Choir Concert

 

STAND ALONE FORUMS

 

Stand Alone Honors Forums are not tied to clusters. They are great little two credit deals that can fill out a schedule in an interesting way and help students meet like-minded peers. The Forums are interdisciplinary.

 

The stand-alones for Fall 2008 are:

  • HON 221/421: Louis Henkin & Human Rights

  • Suzanne Wilhelm
    Innovative Thinkers
    Louis Henkin, the ‘father of human rights’, has shaped western thought on human rights and international law since WWII. His sees his approach to these concepts in terms of a revolution because he argues that human rights and international law are not just about nations interacting, but also how they treat individuals, an idea that is still scandalous in the international law community. He expects examination of these ideas from many angles: legal, political science, labor ethics, and economics. The class would begin with basic international law principles and Henkin’s idea of human rights (first through his text How Nations Behave)—what they are (should be) and how (if) the international community protects those rights.

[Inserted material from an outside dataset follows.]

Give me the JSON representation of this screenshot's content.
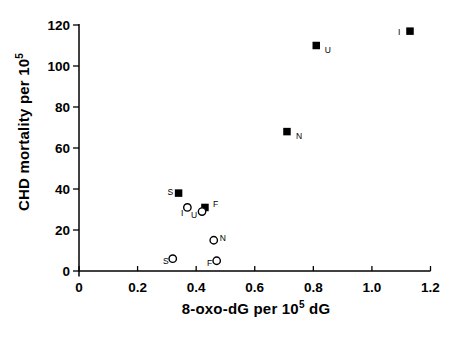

  • HON 222/422: Sex, Culture and Conflict

  • Andrea Birkby
    Intellectual Foundations 
    Jane Goodall’s theories about human evolution were initially contradictory to what people wanted to believe about human beings (i.e., we are unique as a species), but has now come full circle. Her work with chimpanzees has shown that we are not all that unique and we are in fact (in surprising ways) pretty similar to chimpanzees (and all primates). Her work has become rather fundamental to some of what we now know regarding our own evolution. We will examine these questions in terms of biology, anthropology, psychology, and theory in general, as well as other possible disciplines that the students would like to bring to the discussions. Some of the texts that will be considered are: Goodall’s Through a Window; then, some relatively new texts providing new (foundational?) theories: Dale Peterson and Goodall’s Demonic Males, and Frans de Waal’s work on non-reproductive uses of sex within bonobo society.

     

     

    HON 223/423: Disney: Man, Mouse or Machine

  • Michele Malach
    Multidisciplinary Perspectives
    Who or what is "Disney"? For some, it symbolizes an adorable cartoon mouse, star of film, TV, his own club, and theme parks. For others it symbolizes a man who created an empire /corporation that is omnipresent in the American public's mind and world corporations. So who or what is "Disney"? This course will present an inquiry into this phenomenon of American business and economics, pop culture, the media, historiography, gender theory, and even literary theory. Students also will be expected to bring their own experiences with this phenomenon in order to ask questions about who or what "Disney" represents to them, especially within their own field of study.

     
    HON 223/423: The Ontology of Leadership

  • Chuck Yoos
    Multidisciplinary Perspectives
    What does it take to be a leader? Can one be a leader? What is leadership? Is there such a thing as leadership? Ontology in general looks at questions of who we are and what is real: the study of the nature of being. Leadership is one such level of "being" that may exist in the world today. And the term "leadership" is a label everybody uses, but no one can define in a valid, intersubjective way. Students will address, evaluate, and attempt to synthesize possible meanings of "leadership". In part, students will inquire into the meaning of leadership by considering several questions, for example: is leadership best thought of as something real, to be discovered as true, or something imaginary, to be invented as useful.